Australia's flagship airline company, Qantas, has had two engine failures within just a couple of days. One Airbus A380 and one Boeing 747, both heading from Singapore to Sydney. With the A380's incident Qantas has cast doubt over the design of the engines.
It has been brought up, however, that there is a possibility of damage to the engines caused by volcanic ash. As you may have noticed, there's a catastrophic volcanic eruption going on in Indonesia where Mt. Merapi is erupting more forcefully than in a long, long time. Of course, the Indonesian officials have been a little bit too eager and quick to deny that the volcano had anything to do with the failures saying that the locations of the incidents are too far away from the volcano.
Well... Two incidents, in a very short period of time, in the same area, in the same flight route... The probability is just rising a bit too rapidly. And, please, just do this small exercise: draw a line from Sydney to Singapore on a map, or vice versa, and tag the location of Mt. Merapi on the same map. What do you see?
According to the latest measurements the (visible) main ash column and plume reach out as far as 350 km west from Mt. Merapi. Not terribly far, that is. But, what I think is more important, the column reaches upwards all the way as high as 16 kilometres, which is far beyond any cruising altitude of any passenger jets. And one thing that has been happily ignored is the fact that in different altitudes the winds blow in different directions. Thus, in the higher altitudes the ash may very well have been carried by the winds to the route of the Qantas jets.
And, as we learned from the Eyjafjöll eruption in Iceland, the winds are perfectly capable of carrying the ash very, very far away and in surprising directions.
This, of course, is speculation, but very plausible speculation. I'd like to see any atmospheric mappings of the ash distribution by altitude levels, similar to those provided in connection of the Eyjafjöll eruption last spring.
I just wonder why the Indonesian airspace hasn't been closed down. Haven't they really learned anything from the past?
Just two very good examples. The British Airways flight BA 009 from Kuala Lumpur to Perth in 1982 during the eruption of the Indonesian volcano Galunggung. The Boeing 747 suffered a total engine failure, all four engines, after flying into the (nearly invisible) ash cloud. And the KLM flight 867 in 1989, where a 747 flew into the ash cloud of the Mt. Redoubt volcano in Alaska and suffered a total four-engine failure.
Not to mention the planes that suffered damage to their engines during the early stages of the Icelandic eruption of this year, before they closed most of the European air space.
In my opinion, it's incredibly irresponsible to just wave off the possibility that these near-misses could have been caused by the volcanic ash of Mt. Merapi, spread all over to the atmosphere in the region of the Qantas' Singapore-Sydney route.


--- Problem ---
Retype the material below, keeping each line identical.
=== Begin Enclosure ===
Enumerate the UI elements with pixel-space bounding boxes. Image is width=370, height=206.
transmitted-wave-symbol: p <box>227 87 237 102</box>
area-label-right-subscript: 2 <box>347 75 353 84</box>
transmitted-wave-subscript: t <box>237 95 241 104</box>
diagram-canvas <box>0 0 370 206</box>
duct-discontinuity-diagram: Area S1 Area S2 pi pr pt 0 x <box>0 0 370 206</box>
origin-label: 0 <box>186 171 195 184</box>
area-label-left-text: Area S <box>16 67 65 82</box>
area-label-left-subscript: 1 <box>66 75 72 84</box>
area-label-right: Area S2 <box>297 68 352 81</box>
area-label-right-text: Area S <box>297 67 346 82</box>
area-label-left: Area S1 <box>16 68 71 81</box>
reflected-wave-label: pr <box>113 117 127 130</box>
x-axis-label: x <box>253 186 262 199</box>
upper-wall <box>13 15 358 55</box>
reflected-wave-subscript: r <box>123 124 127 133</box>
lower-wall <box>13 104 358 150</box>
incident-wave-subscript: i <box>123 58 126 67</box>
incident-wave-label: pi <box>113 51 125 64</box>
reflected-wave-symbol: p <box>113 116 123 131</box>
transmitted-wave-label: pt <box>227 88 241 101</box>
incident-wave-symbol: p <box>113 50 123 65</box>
=== End Enclosure ===
--- Exercise result ---
Enumerate the UI elements with pixel-space bounding boxes. Image is width=370, height=206.
transmitted-wave-symbol: p <box>227 87 237 102</box>
area-label-right-subscript: 2 <box>347 75 353 84</box>
transmitted-wave-subscript: t <box>237 95 241 104</box>
diagram-canvas <box>0 0 370 206</box>
duct-discontinuity-diagram: Area S1 Area S2 pi pr pt 0 x <box>0 0 370 206</box>
origin-label: 0 <box>186 171 195 184</box>
area-label-left-text: Area S <box>16 67 65 82</box>
area-label-left-subscript: 1 <box>66 75 72 84</box>
area-label-right: Area S2 <box>297 68 352 81</box>
area-label-right-text: Area S <box>297 67 346 82</box>
area-label-left: Area S1 <box>16 68 71 81</box>
reflected-wave-label: pr <box>113 117 127 130</box>
x-axis-label: x <box>253 186 262 199</box>
upper-wall <box>13 15 358 55</box>
reflected-wave-subscript: r <box>123 124 127 133</box>
lower-wall <box>13 104 358 150</box>
incident-wave-subscript: i <box>123 58 126 67</box>
incident-wave-label: pi <box>113 51 125 64</box>
reflected-wave-symbol: p <box>113 116 123 131</box>
transmitted-wave-label: pt <box>227 88 241 101</box>
incident-wave-symbol: p <box>113 50 123 65</box>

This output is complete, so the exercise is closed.